April 23, 2010

Dr. Richard Boucher examines a lung tissue sample while Drs. Claire Doerschuk and Wanda O'Neal look on. At right, Doerschuk presents information about the effect of chronic obstructive pulmonary disease (COPD) on the human lung.

Dr. Richard Boucher examines a lung tissue sample while Drs. Claire Doerschuk and Wanda O’Neal look on. At right, Doerschuk presents information about the effect of chronic obstructive pulmonary disease (COPD) on the human lung.

Ten clinics in six study centers. Thousands of patients who suffer from a disease that has multiple variations. Three years’ worth of clinical and molecular data for each patient.

How do you capture and organize the information a study like that generates? How do
you analyze all that complex data to make it useful to those searching for treatments?

Through the groundbreaking methods of UNC’s Collaborative Studies Coordinating Center–that’s how.
Lisa LaVange, PhD, director of the CSCC and professor of biostatistics at the UNC Gillings School of Global Public Health, leads data collection and analysis effort for a project called SPIROMICS, a nationwide study that aims to help the more than 12 million people with chronic obstructive pulmonary disease (COPD), a progressive condition that makes breathing difficult.

SPIROMICS is short for SubPopulations and InteRmediate Outcome Measures in COPD Study. That mouthful of a moniker indicates the project’s two goals: to identify
and better understand the various kinds of COPD–known types include chronic bronchitis and emphysema–and to discover quicker ways to measure whether new treatments will work. LaVange and her team won a seven-year, $8 million contract from the National Institutes of Health’s National Heart, Lung and Blood Institute to serve as SPIROMICS’ Genomics and Informatics Center.

“It’s a real pan-campus research project,” says LaVange. She believes the award came to UNC because of its reputation for state-of- the-art approaches to biostatistics, data management and pulmonary research.

The Genomics and Informatics Center draws together the expertise of Richard Boucher, MD, Claire Doerschuk, MD, and Wanda O’Neal, PhD, at the UNC School of Medicine; Jane Greenberg, PhD, and Javed Mostafa, PhD, at the School of Information and Library Science; and Fred Wright, PhD, and Wei Sun, PhD, at the UNC Gillings School of Global Public Health’s Department of Biostatistics, where CSCC is based. The CSCC team includes programmers, statisticians, clinical monitors and project assistants and is led by CSCC faculty member David Couper, PhD, and project manager Betsy Carretta. A fifth-generation, state-of-the-art data management system, recently upgraded to enhance data security and implement industry-wide data standards, will be used for the massive amounts of data to be collected as part of the project.
Chronic obstructive pulmonary disease is the fourth leading cause of death in the United States, and currently no drugs bring about long-term improvement. Study centers in Winston-Salem, N.C., Ann Arbor, Mich., San Francisco, Los Angeles, New York City and Salt Lake City will conduct a wide range of clinical testing, collect biological specimens, and take both baseline and follow-up radiological scans of more than 3,200 patients.

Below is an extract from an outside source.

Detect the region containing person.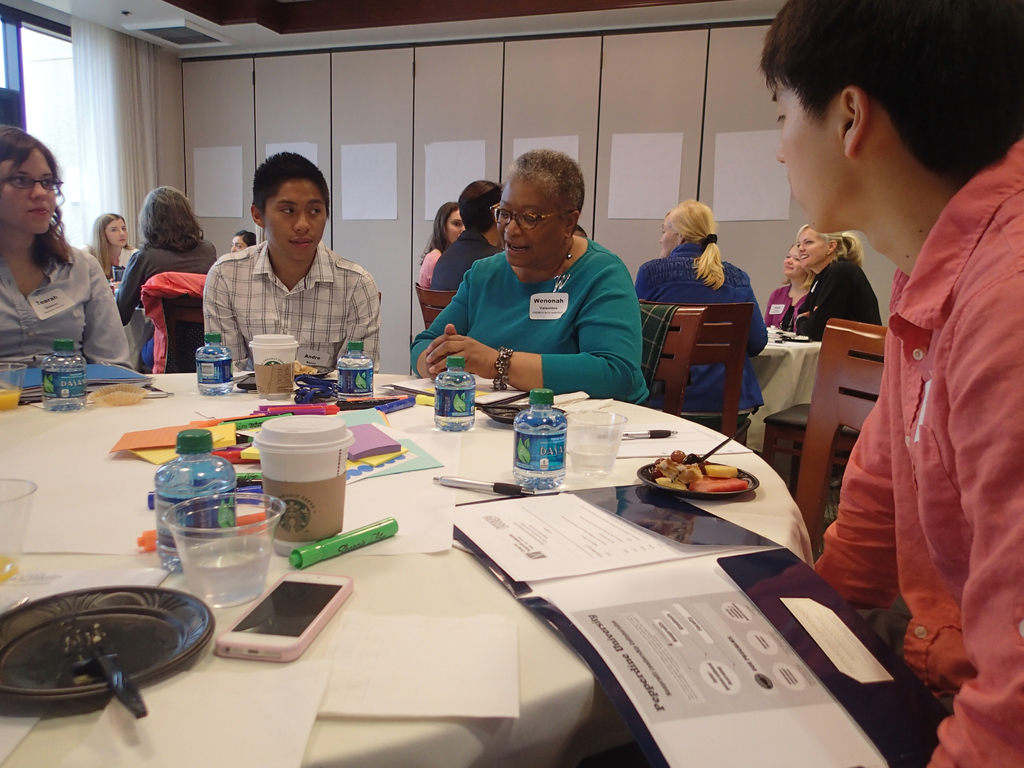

“The fun comes when we start putting clinical, radiological, molecular and biological variables together,” says LaVange.

LaVange’s team will test specific hypotheses about new subgroups of COPD patients.

“Not all people are affected by all forms of COPD in the same way,” she explains. “If we better understand the subtypes of the disease, we can better target patients for enrollment in clinical trials designed to investigate a particular therapeutic agent.”

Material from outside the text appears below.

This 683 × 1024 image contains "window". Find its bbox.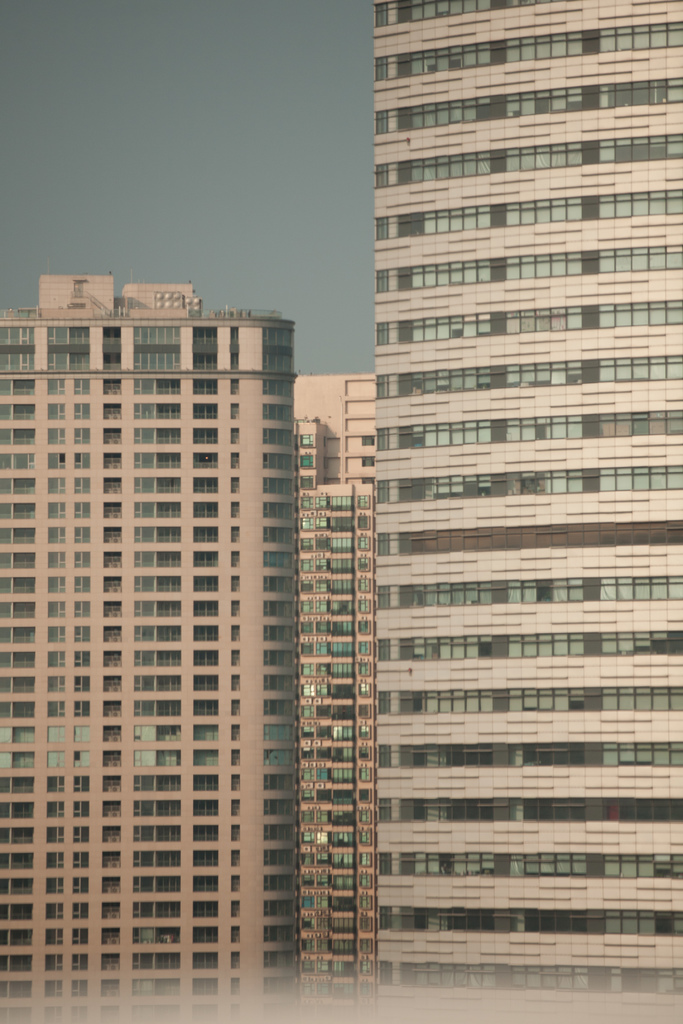
{"x1": 103, "y1": 578, "x2": 122, "y2": 588}.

The team also will identify biological, clinical and radiological markers that indicate how severe a patient’s disease is and potentially can provide a sense of whether a therapeutic agent is working or not. Clinical trials to test new pharmaceuticals can take years to complete, LaVange points out. Finding markers that predict long-term outcomes in a shorter period of time can accelerate the development process and, combined with more targeted patient enrollment, has the potential to improve the chance of success in future COPD clinical trials.